In Améry’s view, in his series of essays he brought an end to twenty years of silence by putting down on paper what he had experienced in exile, in the torture chamber, in the camp, and as a Jewish victim after Auschwitz in a “personal confession refracted through meditation,”[4] as he writes in the preface. Améry does not intend to give a documentary report on Auschwitz, and the “diligent historical, psychological, sociological, and political studies”[5] on the Third Reich offer little clarification, he thinks: “What occupies me, and what I am qualified to speak about, is the victims of this Reich. I don’t want to erect a monument to them, for to be a victim alone is not an honor. I only wanted to describe their condition—which is unchangeable.”[6] From the rebelling “subjective state of the victim,”[7] Améry speaks out in opposition to impersonally serene historical recollection. a
The first essay, “At the Mind’s Limits,” from which the English translation of the book takes its title, analyzes how mind, reason, and intellectual cultivation failed to provide any help to the intellectual prisoner in the concentration camp, and even had a self-destructive effect.
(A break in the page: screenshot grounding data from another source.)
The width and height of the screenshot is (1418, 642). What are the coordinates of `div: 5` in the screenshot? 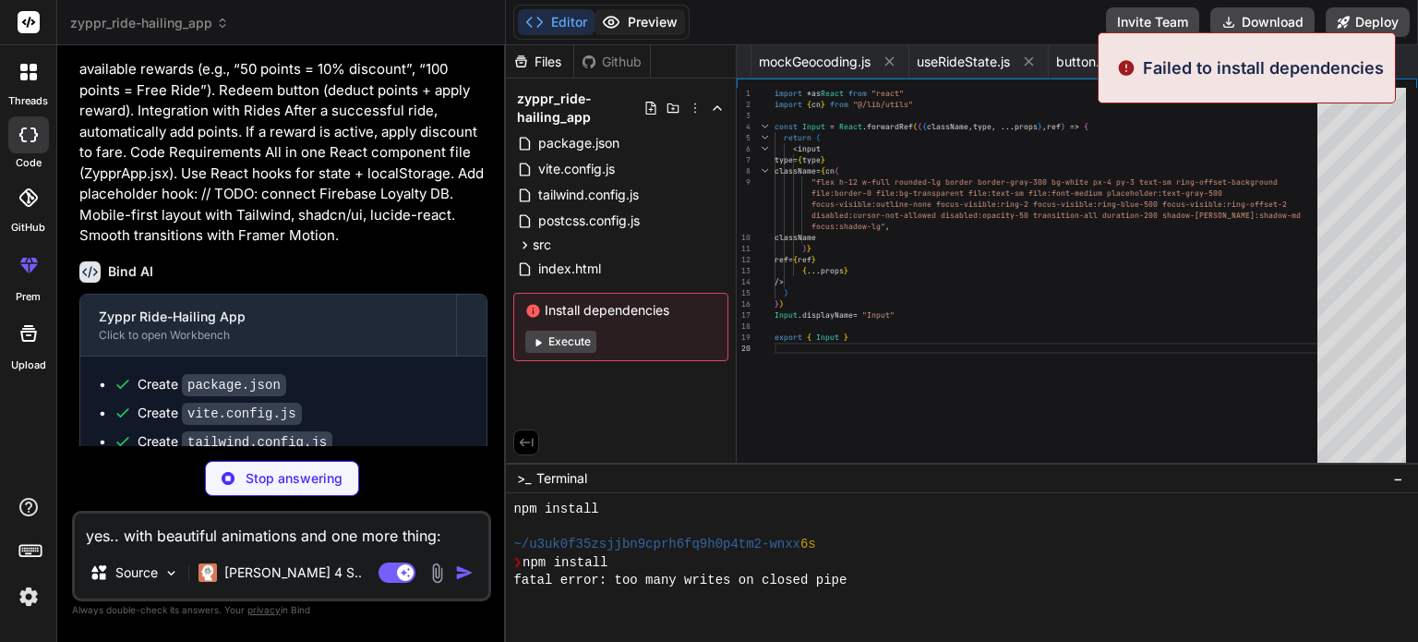 It's located at (743, 138).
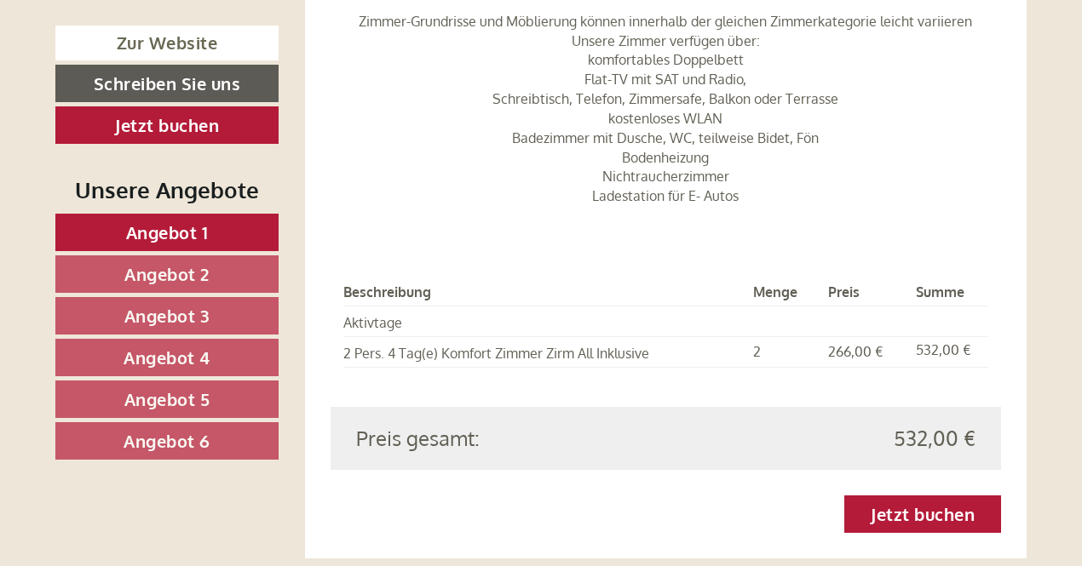 The image size is (1082, 566). What do you see at coordinates (150, 89) in the screenshot?
I see `small: 10:50` at bounding box center [150, 89].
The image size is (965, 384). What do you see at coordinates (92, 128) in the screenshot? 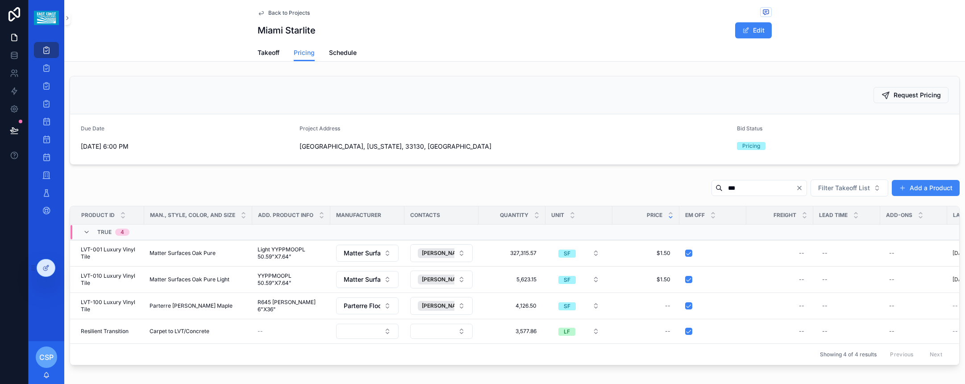
I see `span: Due Date` at bounding box center [92, 128].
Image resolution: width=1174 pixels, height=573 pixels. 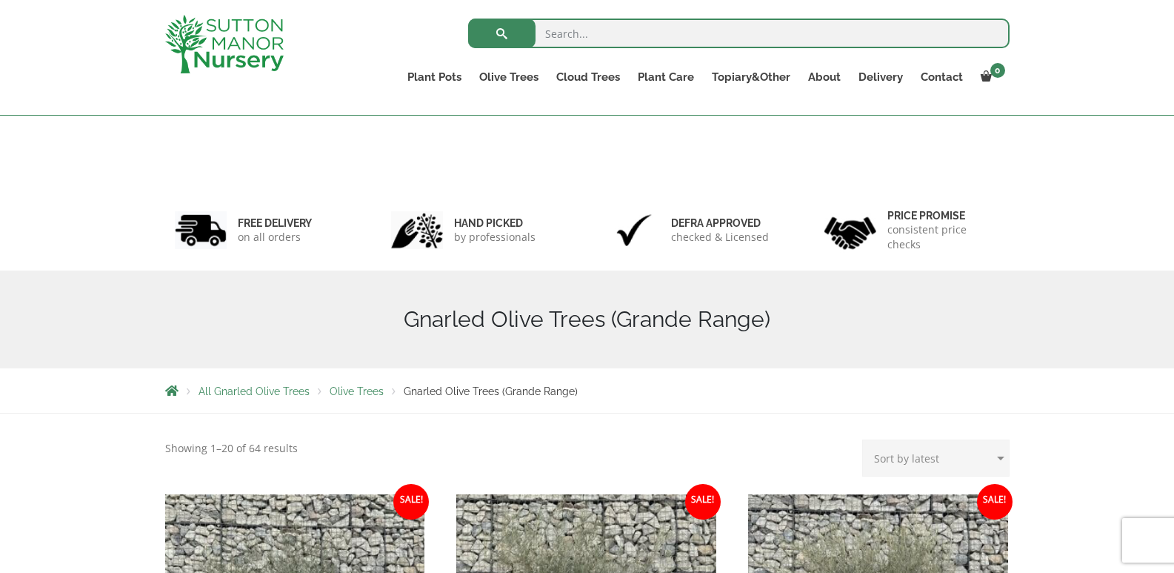 I want to click on a: About, so click(x=825, y=77).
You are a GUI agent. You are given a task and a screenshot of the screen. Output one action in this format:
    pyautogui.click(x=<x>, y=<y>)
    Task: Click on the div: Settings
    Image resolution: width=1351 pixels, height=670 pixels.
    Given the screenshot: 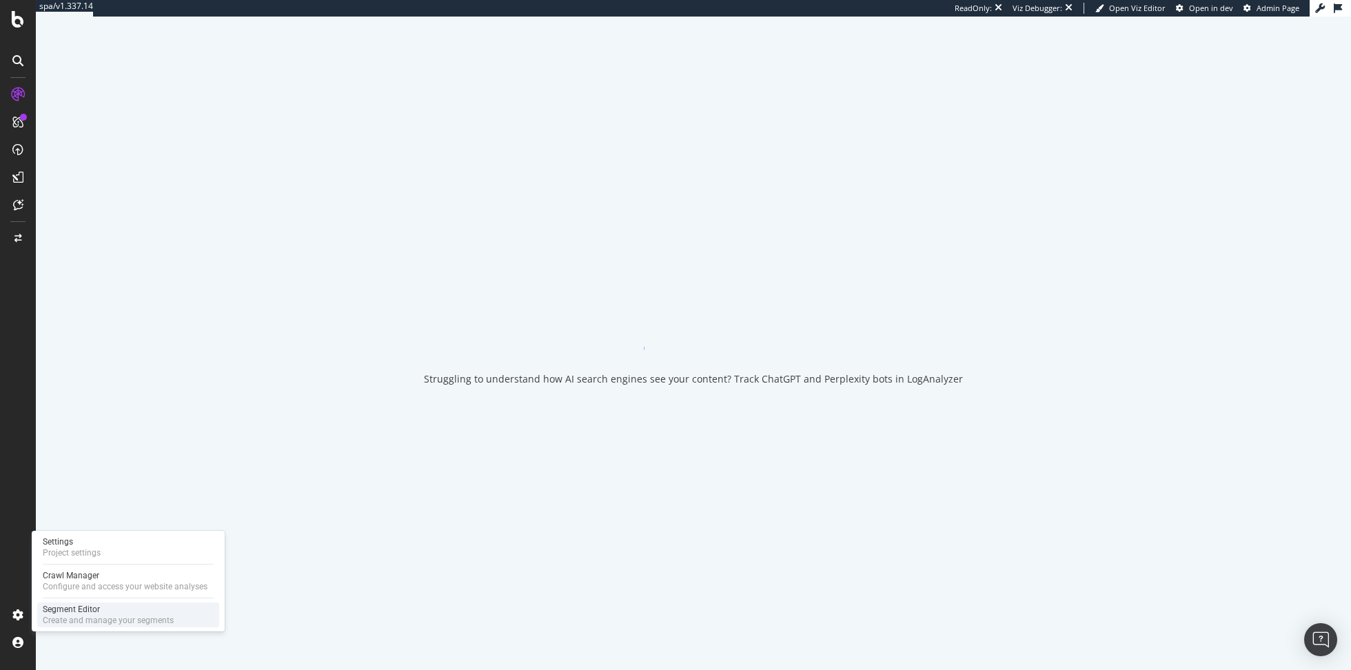 What is the action you would take?
    pyautogui.click(x=72, y=542)
    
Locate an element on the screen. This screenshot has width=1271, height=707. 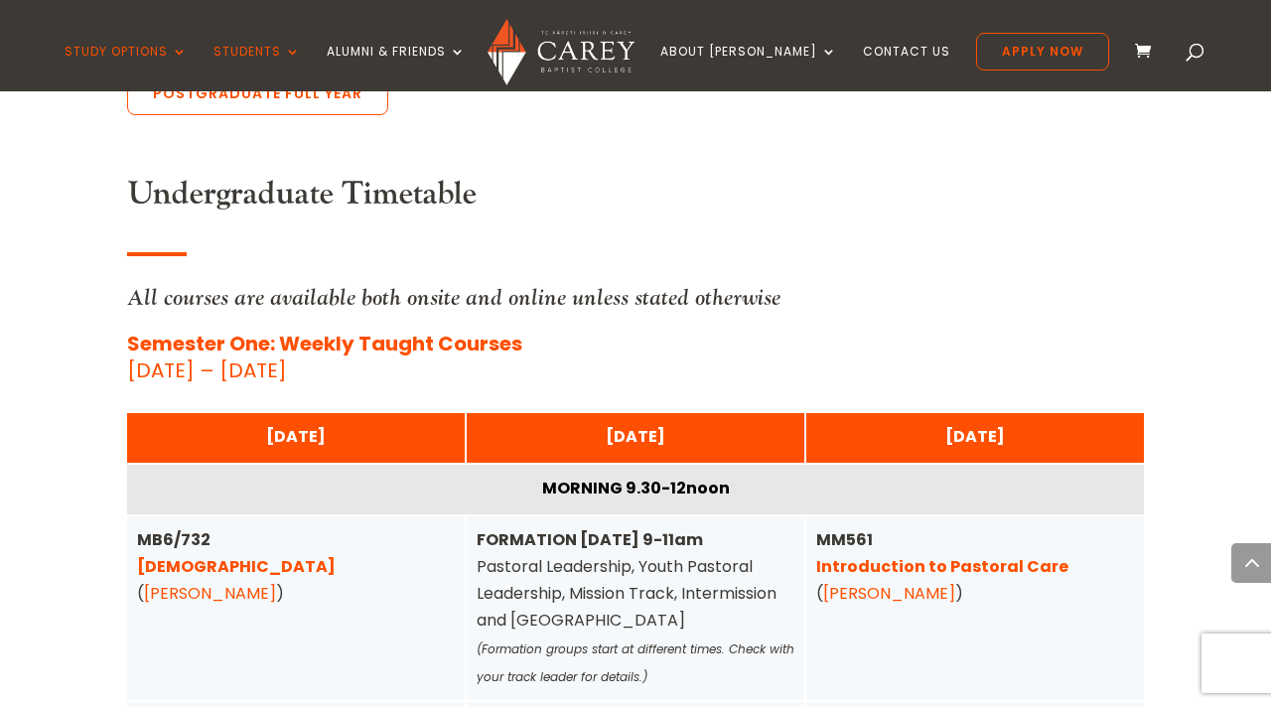
img: Carey Baptist College is located at coordinates (560, 52).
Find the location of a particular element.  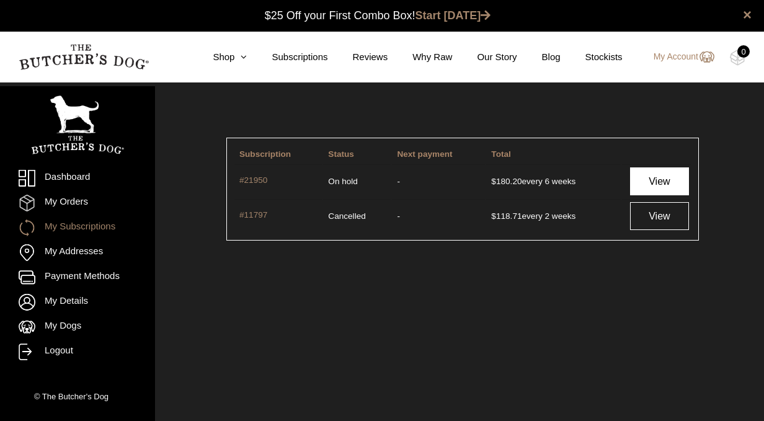

span: Subscription is located at coordinates (265, 154).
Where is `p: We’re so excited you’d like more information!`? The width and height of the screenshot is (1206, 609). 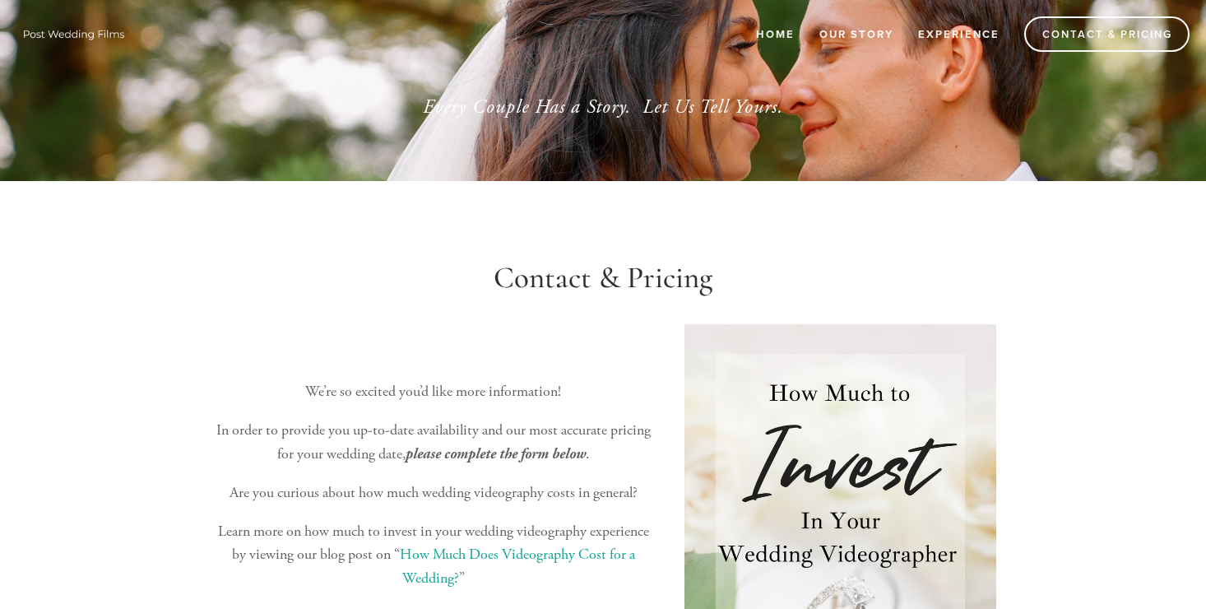 p: We’re so excited you’d like more information! is located at coordinates (433, 391).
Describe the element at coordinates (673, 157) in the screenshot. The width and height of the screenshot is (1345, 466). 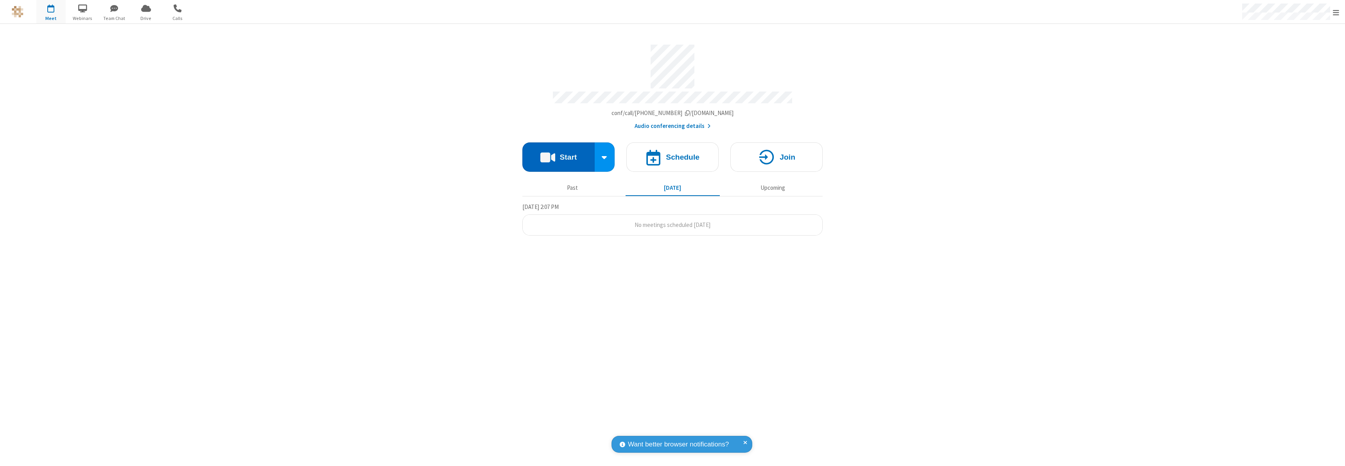
I see `button: Schedule` at that location.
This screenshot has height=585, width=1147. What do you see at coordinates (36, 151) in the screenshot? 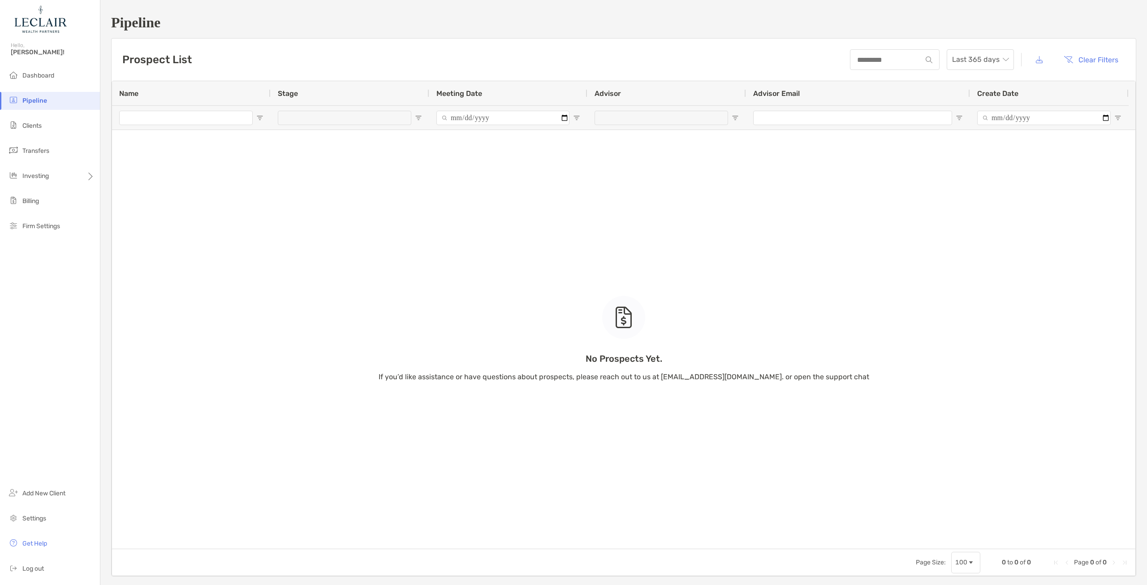
I see `span: Transfers` at bounding box center [36, 151].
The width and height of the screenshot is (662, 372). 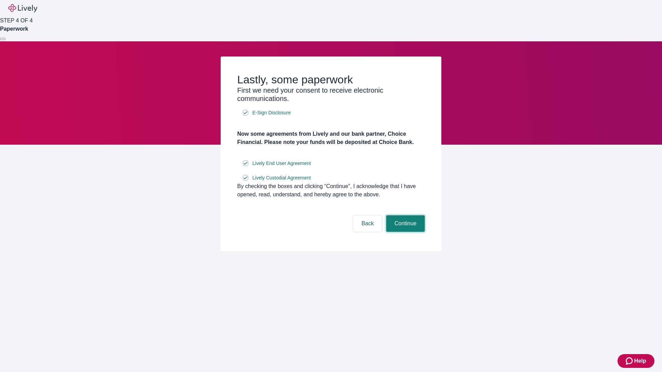 I want to click on button: Zendesk support iconHelp, so click(x=635, y=361).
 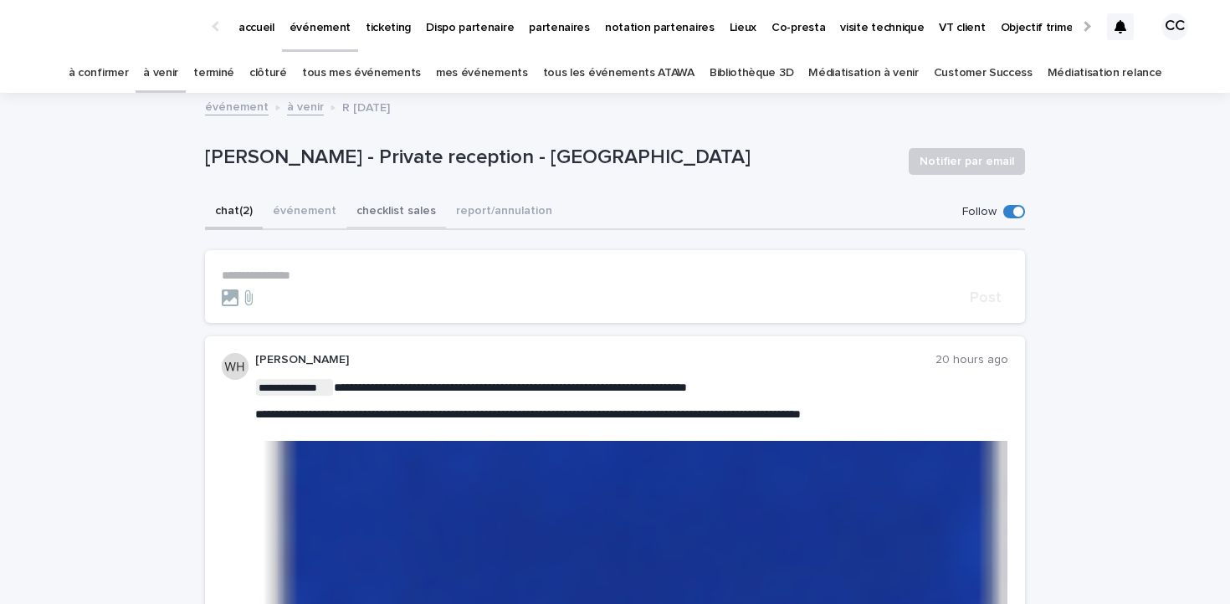 I want to click on span: Post, so click(x=986, y=298).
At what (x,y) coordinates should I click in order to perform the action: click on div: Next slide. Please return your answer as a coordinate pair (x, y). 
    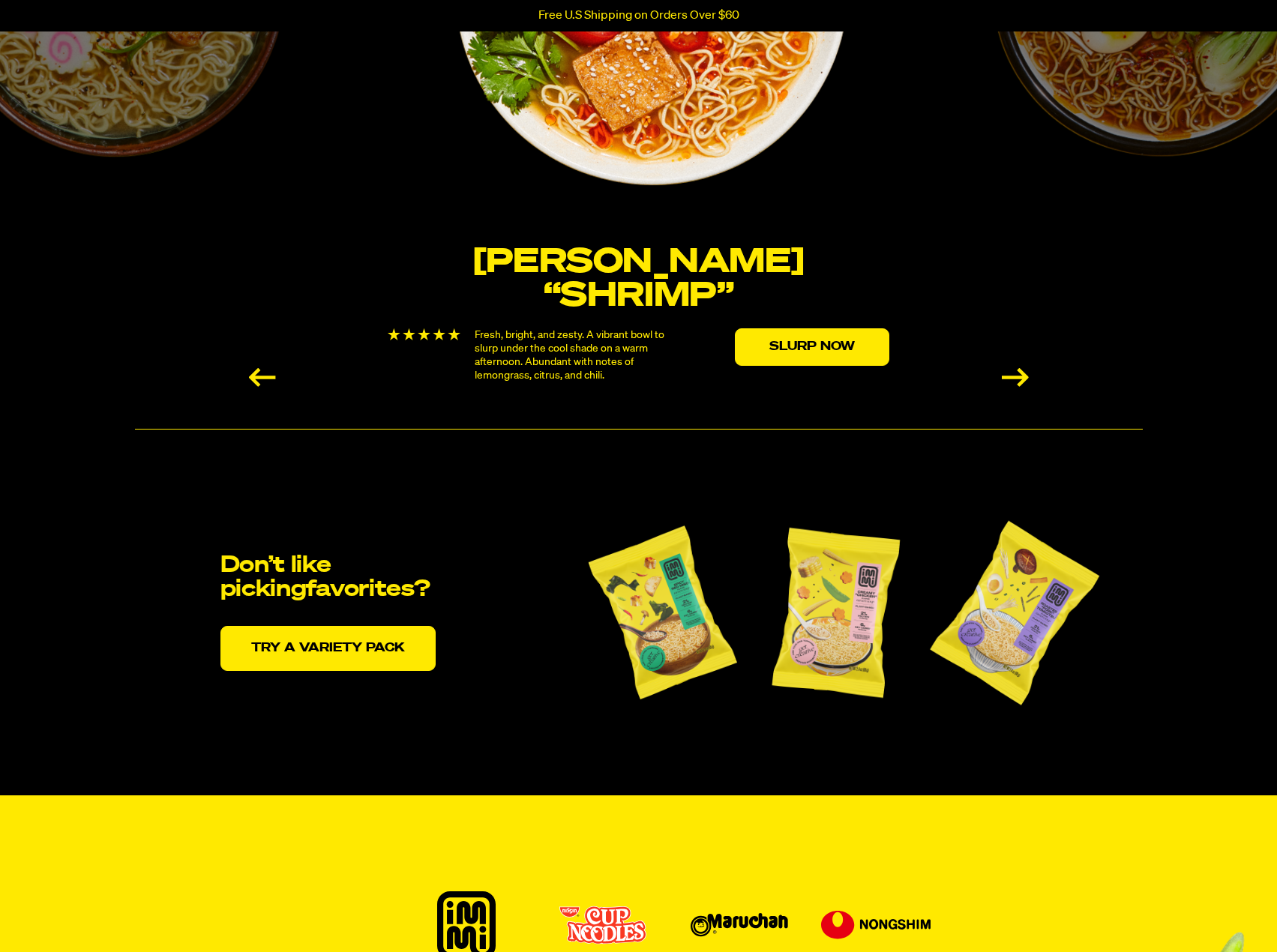
    Looking at the image, I should click on (1016, 377).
The intellectual prisoners also did not take any “practical guidance” or “wisdom” away from the camp, Améry asserts. Their experiences can be defined only as a negation of a positive identity, as damage. b
In the second essay, “Torture,” Améry gives a greatly condensed account of the torture he suffered in Fort Breendonk in 1943. His own torture experience is defined, in a phenomenological description, as a physical overwhelming by the other person that is tantamount to an existential consummation of destruction, for the person being tortured can expect no help. c
The third essay defines the concept of home as security, “being secure,” a feeling that originates in childhood and youth and gives a person a past that belongs to him. The exiled Jews of the Third Reich simultaneously lost, along with their home and security, their entitlement to a past. d
In the essay “Resentments,” Améry interprets the resentments of the victims of Nazism with regard to Germany and the Germans as a wish for a “moral reality” e and a turning-back of the clock. f
In “On the Necessity and Impossibility of Being a Jew,” the final piece in the book, Améry reflects on the conditions of his Jewishness. He comes to the conclusion that as a non-believing and assimilated Jew, it is his destiny and duty to be a Jew as long as there is still a single anti-Semite alive and the social reality provides grounds for concern. g
The collection of essays titled At the Mind’s Limits occupies a central place in the reception of Améry’s writings. In some places, that reception can be reduced to this work alone, which can be considered canonical to some degree. In the decades following his death in 1978, there was a sharp decrease in the reception of his writings.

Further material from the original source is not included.